I wondered why she wanted to go into that in the middle of the night over the phone, but shrugged. She seemed to have an insatiable curiosity about the mechanics of big-game fishing.

“They serve several purposes,” I told her. “The line is run out from your rod tip and trolled from the end of the outrigger, clipped in a gizmo like a big clothes-pin. Takes the load off your arms, for one thing. And it’s springy on the end, so it gives the bait a good action. But the big reason, of course, is the automatic dropback when a sail- fish strikes. I suppose the book told you that a billfish of any kind always stuns his bait before he takes it in his mouth. So when he raps it with that bill, it snaps the line off the outrigger; that releases about twenty feet of slack, and the bait stops dead in the water. Just as if it had been alive and he’d killed it.”
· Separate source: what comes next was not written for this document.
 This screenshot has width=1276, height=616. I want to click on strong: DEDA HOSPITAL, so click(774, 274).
”I see,” she said thoughtfully. “Well, thank you very much, Mr. Hamilton. I’m looking forward to it, and I’ll see you in the morning.”
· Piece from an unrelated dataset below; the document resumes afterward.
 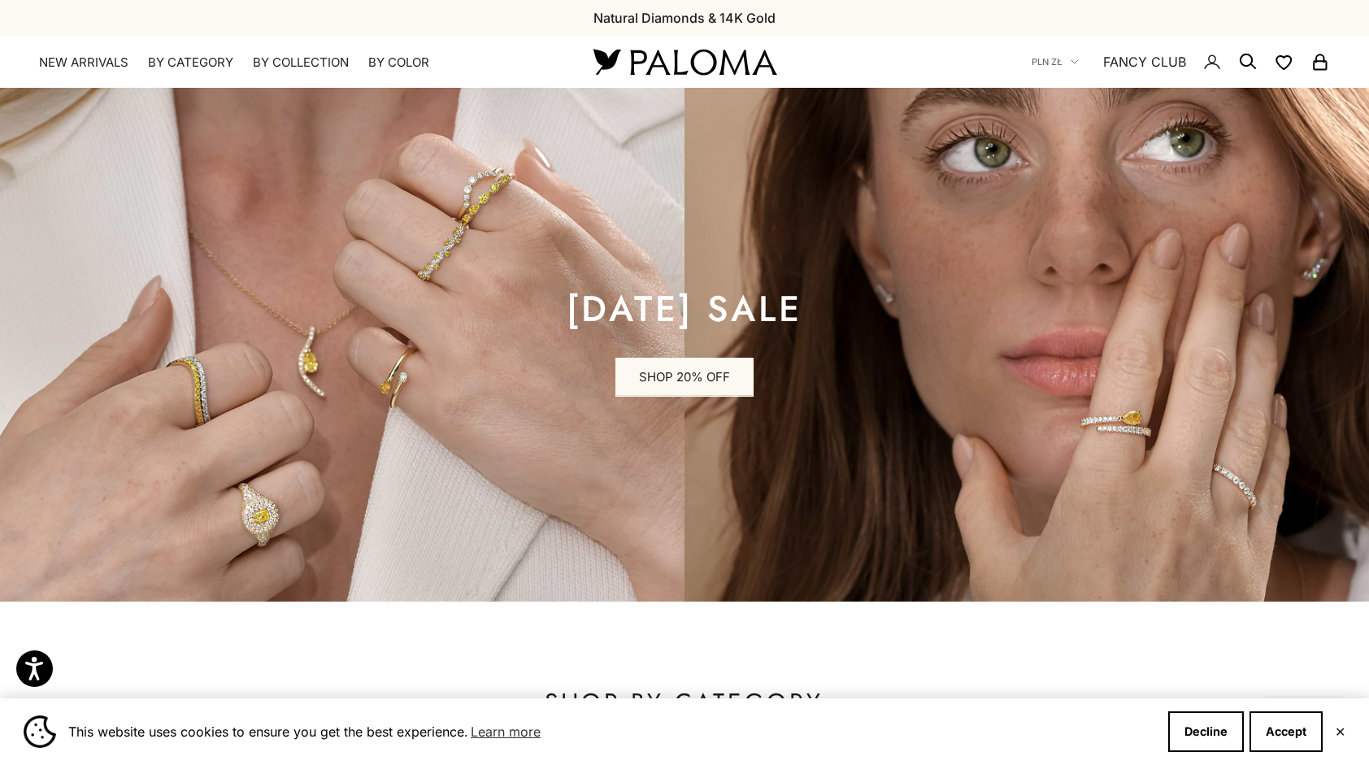 I want to click on summary: By Color, so click(x=398, y=63).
After she’d hung up I lay there thinking about her, studying the whole thing a little warily. She didn’t ring true, somehow. Then I dismissed the worry. Hell, she couldn’t possibly know me, and I was three thousand miles from Las Vegas. The prospect of another fishing trip was irresistible, anyway, and she might turn out to be a very interesting deal. I don’t get you at all, Mrs. Forsyth, but you’re beginning to intrigue me. We’ll see what we can find out tomorrow.
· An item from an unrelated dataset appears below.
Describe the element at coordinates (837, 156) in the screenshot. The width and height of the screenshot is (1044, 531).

It wasn’t much—at least, not to begin with. And then when I finally did figure out what she was doing, she puzzled me even more.

* * *

It was a beautiful day. When I awoke it was a little after seven and already full daylight inside the room. I crossed to the window and parted the slats of the closed Venetian blind. The sky was clear, and fronds of the coconut palms in the courtyard between the two wings of the motel stirred gently in a light breeze that appeared to be from the south or south-east. The Stream would be in lovely shape. I was eager to be under way. When I’d shaved and showered, and emerged from the room with the beach bag containing glasses, fishing cap, tan lotion, and cigarettes, she was just coming out of No. 17, diagonally across from me. She had on a conical straw hat, blue Bermuda shorts, and a simple blouse with long sleeves, and was carrying a big purse. She waved and smiled. “Good morning, Mr. Hamilton.”

I learned nothing from the car. As the great American status symbol it was useless, because it wasn’t hers; it was a rental she’d picked up at the airport in Miami. She was wearing a watch, however, that had cost at least five hundred. She didn’t have much to say while we were eating breakfast, and afterwards, while we were running out to the Stream with the engines hooked up, talking was difficult because of their noise. We sat forward under the canopy to avoid the tatters of spray flung backward as the Blue Runner knifed into the light ground-swell at top cruising speed.